Chad Robertson, of Tartine Bakery in San Francisco, begins a recipe for bread in the latest issue of food magazine Lucky Peach by invoking a time “long before the invasion, before the werebeavers took over.” The bread looks inedible, but that’s beside the point. Robertson hits the balance between meticulous detail (grinding flour by hand, building an oven from castoff bricks) and sarcasm to write a dystopian, post-apocalyptic recipe.
That such a thing now exists isn’t surprising — or, at least, no more so than the entire apocalypse-themed issue of Lucky Peach that includes the recipe. The end of the world as we know it is the backdrop of a decent proportion of young-adult books and movies, and predictions of doom dominate our fictions about the future.
But apocalypse isn’t just for kids, as three recent and upcoming releases demonstrate in exactly 320 pages apiece. Nathaniel Rich’s quirky, well-crafted Odds Against Tomorrow (April 2, Farrar Straus and Giroux, 320 pp.) extrapolates a near future of environmental catastrophe, beginning with an earthquake that eats Seattle and catapults Odds’ hero, Mitchell, into a career predicting the probability of disaster. By the time a hurricane floods Manhattan, Mitchell’s more outlandish scenarios (nanobot invasion) give way to plausible FEMA-brokered fears. You can’t help but wonder whether Rich greeted factual Sandy with the same anticipation his fictional disaster consultants brought to their Hurricane Tammy, but you also can’t deny the chill that comes with offhand mentions of flooded subway tunnels. 
By being so immediately relatable — and by starting Odds with a healthy sense of humor — Rich stands a little to the side of the apocalyptic mainstream. America-Five, in Ariel Djanikian’s The Office of Mercy (Feb. 21, Viking Adult, 320 pp.), is much more typical — a communal underground utopia without hunger, desire or fear of death, inhabited by survivors of “the Storm,” a man-made catastrophe that all but decimated the world population. America-Five is technologically advanced, but isolated and precarious; its inhabitants rely on an Ethical Code that prohibits empathy and protects them from the above-ground world, populated by primitive “tribes” left behind by the Storm.

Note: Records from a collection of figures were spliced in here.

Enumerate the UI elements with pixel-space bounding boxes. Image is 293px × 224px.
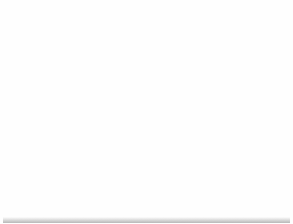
peristalsis-figure [0,0,293,224]
peristalsis-svg [0,0,293,224]
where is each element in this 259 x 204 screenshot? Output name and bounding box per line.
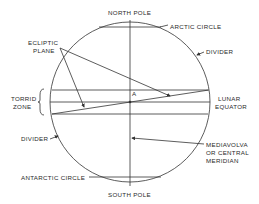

Djanikian is careful in building a consistent world for her characters, down to the elaborate ethical justification for the Office of Mercy, which exterminates the tribes to minimize their future suffering. She’s less careful in taking that world apart after her heroine — Natasha Wiley, 24 years old but with the whipsawing emotions of a teenager — gives in to her curiosity about the outside world and starts to doubt the Code. But Djanikian’s seriousness allows her to pack a lot into Office: not just Natasha’s rebellion, but a love story complicated by hints of incest and adoption; not just a dystopia, but a parallel dismantling of the myth of the noble savage.

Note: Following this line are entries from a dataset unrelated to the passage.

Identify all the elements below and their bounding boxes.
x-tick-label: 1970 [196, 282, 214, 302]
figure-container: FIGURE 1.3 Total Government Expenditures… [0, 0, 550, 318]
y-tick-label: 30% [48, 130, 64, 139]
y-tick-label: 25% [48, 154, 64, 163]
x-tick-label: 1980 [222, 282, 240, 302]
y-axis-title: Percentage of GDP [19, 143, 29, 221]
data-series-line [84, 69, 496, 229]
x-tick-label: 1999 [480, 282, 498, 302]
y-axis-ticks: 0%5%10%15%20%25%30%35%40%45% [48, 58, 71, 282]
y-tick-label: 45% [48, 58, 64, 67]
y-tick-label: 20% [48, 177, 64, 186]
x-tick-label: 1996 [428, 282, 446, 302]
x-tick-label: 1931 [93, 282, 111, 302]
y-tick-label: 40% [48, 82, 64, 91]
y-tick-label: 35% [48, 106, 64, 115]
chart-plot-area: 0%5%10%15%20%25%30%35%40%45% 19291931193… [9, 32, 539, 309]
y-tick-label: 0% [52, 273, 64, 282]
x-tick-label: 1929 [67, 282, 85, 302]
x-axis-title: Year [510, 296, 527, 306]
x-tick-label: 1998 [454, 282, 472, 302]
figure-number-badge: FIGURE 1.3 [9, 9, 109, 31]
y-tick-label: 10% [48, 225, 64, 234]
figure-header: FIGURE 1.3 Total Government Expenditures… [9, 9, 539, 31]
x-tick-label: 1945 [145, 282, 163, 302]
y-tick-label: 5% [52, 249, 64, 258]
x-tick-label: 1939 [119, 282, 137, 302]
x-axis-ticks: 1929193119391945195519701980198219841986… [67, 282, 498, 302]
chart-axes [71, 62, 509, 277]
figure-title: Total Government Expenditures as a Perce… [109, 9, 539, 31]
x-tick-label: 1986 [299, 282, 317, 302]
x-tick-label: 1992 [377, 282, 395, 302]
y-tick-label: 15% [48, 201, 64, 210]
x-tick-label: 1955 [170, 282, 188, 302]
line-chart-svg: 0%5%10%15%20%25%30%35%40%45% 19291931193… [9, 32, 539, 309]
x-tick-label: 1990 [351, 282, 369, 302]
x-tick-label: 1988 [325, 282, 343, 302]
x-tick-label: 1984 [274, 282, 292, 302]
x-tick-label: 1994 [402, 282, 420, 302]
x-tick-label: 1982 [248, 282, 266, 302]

Karen Lord’s The Best of All Possible Worlds (Feb. 12, Del Rey, 320 pp.) likewise begins with a planet’s destruction, but it’s calm and measured where Office leans more frantic and overheated. This is partially a matter of character: Worlds is structured around a love story, too, but a reserved adult courtship rather than an intense first flush. More importantly, though, Lord is working at a different scale, fitting her characters into a full-scale, old-fashioned episodic space opera, with a polymorphous, multiracial universe drawn from Lord’s native Caribbean.

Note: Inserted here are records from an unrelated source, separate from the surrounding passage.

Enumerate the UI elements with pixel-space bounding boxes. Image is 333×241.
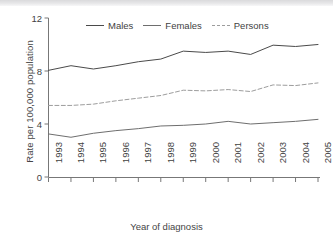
x-tick-label: 2005: [322, 142, 333, 182]
x-tick-labels: 1993199419951996199719981999200020012002…: [0, 0, 333, 241]
x-tick-label: 1996: [120, 142, 131, 182]
y-axis-title: Rate per 100,000 population: [24, 17, 35, 187]
x-axis-title: Year of diagnosis: [0, 221, 333, 232]
legend-entry-persons[interactable]: Persons: [212, 20, 269, 31]
legend-swatch-solid-line-icon: [143, 25, 161, 26]
legend-entry-females[interactable]: Females: [143, 20, 201, 31]
legend-label: Persons: [234, 20, 269, 31]
legend-label: Females: [165, 20, 201, 31]
x-tick-label: 2002: [255, 142, 266, 182]
x-tick-label: 1999: [187, 142, 198, 182]
x-tick-label: 1998: [165, 142, 176, 182]
legend-swatch-solid-line-icon: [86, 25, 104, 26]
x-tick-label: 1995: [97, 142, 108, 182]
x-tick-label: 1993: [53, 142, 64, 182]
legend-label: Males: [108, 20, 133, 31]
chart-legend: MalesFemalesPersons: [86, 20, 269, 31]
x-tick-label: 2000: [210, 142, 221, 182]
legend-entry-males[interactable]: Males: [86, 20, 133, 31]
x-tick-label: 1997: [142, 142, 153, 182]
x-tick-label: 2001: [232, 142, 243, 182]
legend-swatch-dashed-line-icon: [212, 25, 230, 26]
x-tick-label: 1994: [75, 142, 86, 182]
x-tick-label: 2004: [300, 142, 311, 182]
chart-figure: 04812 1993199419951996199719981999200020…: [0, 0, 333, 241]
x-tick-label: 2003: [277, 142, 288, 182]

The breadth of Lord’s world and her stately pace give her license to do things very earnestly that sharper novelists (which Rich and Djanikian both are) cannot: exploring unabashedly geeky stuff like telepathy, but also pursuing a range of thought experiments about creolization and social structure. Hard science fiction, with its emphasis on a logical, understandable universe, is essentially optimistic, and Lord might have strayed from the hard sciences by assembling, essentially, an anthropological space opera. But Worlds retains the genre’s optimism, fighting against the foregone conclusion of a dark, difficult future full of inedible whole-grain bread.